For years, scientists have studied trees to learn about yearly rainfall, temperature and climate over time. Now, a University of Arizona researcher is diving a little deeper to gather new climate data from an unexpected sea creature β€” a clam called a geoduck.

Funded by a three-year, $480,000 National Science Foundation grant, Bryan Black, an associate professor at the UA’s Laboratory of Tree-Ring Research, is using geoduck shells from the northeast Pacific Ocean to create a chronological history of climate in these waters. Geoduck, pronounced β€œgooey duck,” are a species of large edible saltwater clam.

Just like the rings that trees develop every year, clams also have climate information embedded within their shells. Each striation, or ridge, on the shell of a geoduck represents the passing of a year, and it contains clues about oceanic climate.

β€œIt turns out that clams form annual growth increments, or rings, just like trees do. And you can see these on the outside of many shells, including clams,” Black said. β€œSo, what we can do is cut through the middle of the shell and very carefully polish and prepare that surface to clearly reveal those growth increments.”

Geoducks can live to be about 180 years old, but their shells can survive in the water for an additional 2,000 years, according to radiocarbon data.

β€œWe can measure those growth increment widths to tell us something about the climate those clams experienced,” Black said. β€œThe width of each increment, or ring, in these clams is very strongly related to the temperature of the water temperature that they experienced that year.”

Climate Trends

For this project, Black hired a team of professional divers, who commercially fish for geoduck, to collect hundreds of shells and deliver them to his lab.

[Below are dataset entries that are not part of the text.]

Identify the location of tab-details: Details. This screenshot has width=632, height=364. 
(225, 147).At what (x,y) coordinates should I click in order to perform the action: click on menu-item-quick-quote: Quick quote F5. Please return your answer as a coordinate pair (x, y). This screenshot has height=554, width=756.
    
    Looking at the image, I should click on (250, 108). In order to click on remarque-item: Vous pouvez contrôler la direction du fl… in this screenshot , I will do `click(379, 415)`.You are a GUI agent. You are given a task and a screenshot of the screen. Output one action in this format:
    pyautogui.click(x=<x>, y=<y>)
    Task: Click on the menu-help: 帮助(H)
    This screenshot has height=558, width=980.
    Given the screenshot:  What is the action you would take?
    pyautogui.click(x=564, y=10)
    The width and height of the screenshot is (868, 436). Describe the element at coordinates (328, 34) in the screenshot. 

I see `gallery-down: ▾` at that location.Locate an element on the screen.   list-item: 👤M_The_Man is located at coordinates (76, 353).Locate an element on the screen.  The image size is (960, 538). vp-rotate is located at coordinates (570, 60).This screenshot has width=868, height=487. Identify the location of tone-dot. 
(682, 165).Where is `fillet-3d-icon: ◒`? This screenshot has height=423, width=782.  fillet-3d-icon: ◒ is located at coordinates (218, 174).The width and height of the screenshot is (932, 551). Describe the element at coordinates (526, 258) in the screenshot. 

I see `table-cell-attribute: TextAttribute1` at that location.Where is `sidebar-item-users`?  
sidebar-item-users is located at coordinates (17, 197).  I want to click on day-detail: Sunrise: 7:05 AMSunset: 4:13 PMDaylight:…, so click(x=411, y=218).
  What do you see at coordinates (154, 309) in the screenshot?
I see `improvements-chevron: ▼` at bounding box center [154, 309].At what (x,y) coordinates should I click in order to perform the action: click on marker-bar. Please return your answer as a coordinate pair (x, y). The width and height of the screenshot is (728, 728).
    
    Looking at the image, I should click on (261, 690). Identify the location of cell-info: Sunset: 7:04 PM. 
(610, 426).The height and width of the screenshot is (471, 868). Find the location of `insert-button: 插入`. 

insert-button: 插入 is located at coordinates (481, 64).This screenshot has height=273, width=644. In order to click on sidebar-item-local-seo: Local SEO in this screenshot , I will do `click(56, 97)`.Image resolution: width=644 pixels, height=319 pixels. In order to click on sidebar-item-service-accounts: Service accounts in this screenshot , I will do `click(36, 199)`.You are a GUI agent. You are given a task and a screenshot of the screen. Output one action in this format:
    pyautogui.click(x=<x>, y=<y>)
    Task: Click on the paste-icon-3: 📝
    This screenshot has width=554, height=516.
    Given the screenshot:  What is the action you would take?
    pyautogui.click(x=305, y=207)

Once received, Black and his team slice the shells, cast them in epoxy, polish the surface of the epoxy, and measure the width of each striation. Then, through a process called crossdating, they establish the exact calendar year each striation was formed.

β€œCrossdating is the foundation of dendrochronology,” Black said. β€œAs climate varies from year to year, it induces a synchronous growth pattern or β€˜bar code’ among all individuals of a given species and site. By matching those β€˜bar codes’ among shells, we can determine exactly when each individual lived and extend our record back in time.”

Using these techniques, Black and his team have successfully recorded a year-by-year history of the Pacific Ocean’s climate dating back to 1728.

In the Pacific North, there is a pattern of flipping between cool periods and warm periods every 20 to 30 years. According to Black, geoducks are very consistent in picking up these climate shifts, which is important because that flip-flopping between warm and cool periods is difficult to capture using trees alone.

β€œWhenever the North Pacific slips between one of these 20- or 30-year warm phases to a cool phase, it can profoundly rearrange the marine ecosystems and their functioning, with major impacts on fisheries, he said. β€œThis flip-flopping also strongly influences fire and drought, snowpack and river discharge in western North America, but we really don’t know how it’s behaved in the past, which is the goal of this research.”

With the data they’ve collected so far, Black said they’ve noticed strong warming trends, especially since the 1920s. Black hopes that as they continue to collect data, they’ll begin to understand this warming trend through a much longer-term context.

For postdoctoral researcher David Reynolds, this project is producing data that will have real world, global implications.

β€œOur understanding of how the oceans interact with the global climate is really not that great. Our modern observations really only go back about 50 years,” Reynolds said. β€œThis type of project where we’re looking at shells from the North Pacific really allows us to tackle those really big-picture, important questions. When we can integrate these data with numeric climate models, we can then help policymakers really understand how the climate is going to change in the future and what the uncertainties are around that.”

Inside Black’s lab, Reynolds works with Ph.D. student David Edge and undergraduate Christine Outridge to process the clams, take images and analyze the data using a computer program that they developed.

Next Steps

The team hopes to be able to develop a 1,000-year chronology using climate information from geoducks.

As a researcher in the UA’s Tree Ring Lab, Black also hopes to combine this data with the chronologies of trees, which date as far back as 10,000 years.

β€œWe can relate this long geoduck chronology to trees to see if trees provide us some complimentary information about climate in the past and how the ocean and the atmosphere are linked,” he said.

Black also has colleagues who are working to develop chronologies from clams in the North Atlantic and is hoping to be able to compare data between two oceans to understand how climate has affected them differently over long periods of time.

β€œWe can get histories that span most of the past century, and that tells us a lot,” Black said. β€œWith these long chronologies, we can establish robust relationships between the biology and the climate.”